In the days leading up to the election last November, many people vowed if Donald Trump was elected they would emigrate to some genial and inconsequential place, Toronto or a Canada of the imagination, as if all they had to endure were toxic policies until our electoral system somehow rights itself. When I arrived at work on November 8th, the day after the presidential election, my boss greeted me, "Welcome to the first day in Trumpland!" I thought she was being ironic, but she wasn't. Not only had she enthusiastically voted for Trump, but so had several other of my co-workers. I was completely shocked. This is Chicago, I thought. The globalized economy provides our livelihoods. Sure, last summer I heard people I considered friends talk about how Clinton was just as bad as Trump, but once we learned the restless little hands of our future president liked to plunge themselves into women's private parts, I though the equivalency argument was put to rest. No one liked Clinton, but Trump would besmirch the office of the presidency. Agreed?
To this day I walk around my workplace and wonder, did that software developer vote for Trump? Is that executive still looking forward to a Trump presidency? Is that customer service person reading Brietbart News while waiting for the next call? Am I the only person who voted for Hillary Clinton?
Actually, over 80% of voters in my town voted for her and she carried Illinois easily, so no, I'm not alone. Yet I have a new mindset, one similar to that Aleksandar Hemon first experienced while wandering the streets of Sarajevo in his youth. War had broken out in neighboring Croatia, but it seemed impossible for it to reach Sarajevo. Nevertheless, Hemon couldn't help spotting good places for a sniper to go to work. Hemon now recognizes those imaginings as the first stirrings of a "war mind" preparing itself for the trauma to come.
The pre-war mind was still busy convincing itself that war is, must be, avoidable, because it simply didn't make sense — who would want war? I took my involuntary thoughts to be symptoms of a minor mental breakdown, and exerted myself to dismiss them [. . .]People asked me if I had known the war was coming — I did, I'd say, I just didn't know I did, because my mind refused to accept the possibility that the only life and reality I had known could be so easily annihilated. I perceived and received information but could not process it and convert it into knowledge, because the mind could not accept the unimaginable, because I had no access to an alternative ontology.
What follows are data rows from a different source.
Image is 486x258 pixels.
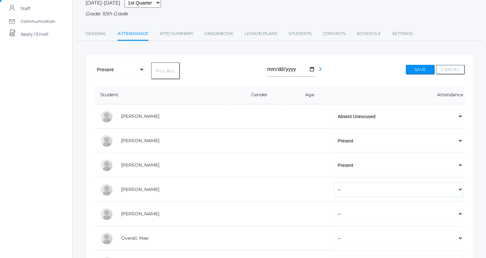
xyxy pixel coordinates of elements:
[121,162,159,168] a: [PERSON_NAME]
[357,27,381,40] a: Schedule
[100,184,113,196] div: Wylie Myers
[392,27,413,40] a: Settings
[85,10,473,18] div: Grade: 10th Grade
[121,113,159,119] a: [PERSON_NAME]
[287,86,328,104] th: Age
[94,86,227,104] th: Student
[406,65,435,75] button: Save
[227,86,287,104] th: Gender
[100,232,113,245] div: Mae Overall
[436,65,465,75] button: Cancel
[289,27,312,40] a: Students
[245,27,278,40] a: Lesson Plans
[121,236,148,241] a: Overall, Mae
[317,65,324,73] i: chevron_right
[118,27,148,41] a: Attendance
[21,28,49,40] span: Apply / Enroll
[205,27,233,40] a: Gradebook
[100,159,113,172] div: Ryan Lawler
[100,135,113,148] div: Wyatt Hill
[100,110,113,123] div: Reese Carr
[85,27,106,40] a: General
[121,187,159,192] a: [PERSON_NAME]
[21,15,55,28] span: Communication
[317,68,324,74] a: chevron_right
[323,27,346,40] a: Contacts
[328,86,465,104] th: Attendance
[21,2,30,15] span: Staff
[121,138,159,144] a: [PERSON_NAME]
[151,62,180,79] button: Fill All
[100,208,113,221] div: Natalia Nichols
[121,211,159,217] a: [PERSON_NAME]
[160,27,193,40] a: Attd Summary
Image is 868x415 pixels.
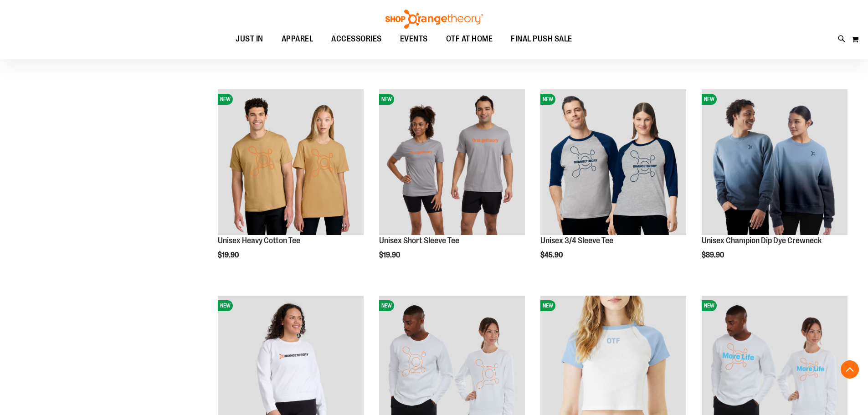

For the Age of Trump Hemon wants a "split-mind literature" in which the deer hunters come looking for you. Remember when you first saw a plane slam into the World Trade Center? There should be a literature of that kind of trauma, the story of staring at 757's flying overhead and feeling uneasy. Trauma renders everything uncanny, but Hemon points out "the upside is that living with and in a mind where nothing appears normal or stable is the best antidote to normalization." When you're comfortable in your house, snug against your neighbors, imagination functions to smooth over the sharp edges that keep popping up. In this context conventional literature, as an art of the imagination, stamps the quotidian real as fixed, inevitable, as the normality we all crave. Trauma, however, interrupts the smooth flow of language and thwarts easy reconciliation with immediate circumstances. In the years to come literature should teach us to be alert to how our worst fears are, in fact, coming to pass. Then we can see a moment from the past as a harbinger of a future we have troubling imagining, such as a call from Hemon's mother from Sarajevo during the siege of 1992. "They're already shooting less than yesterday," she assured him.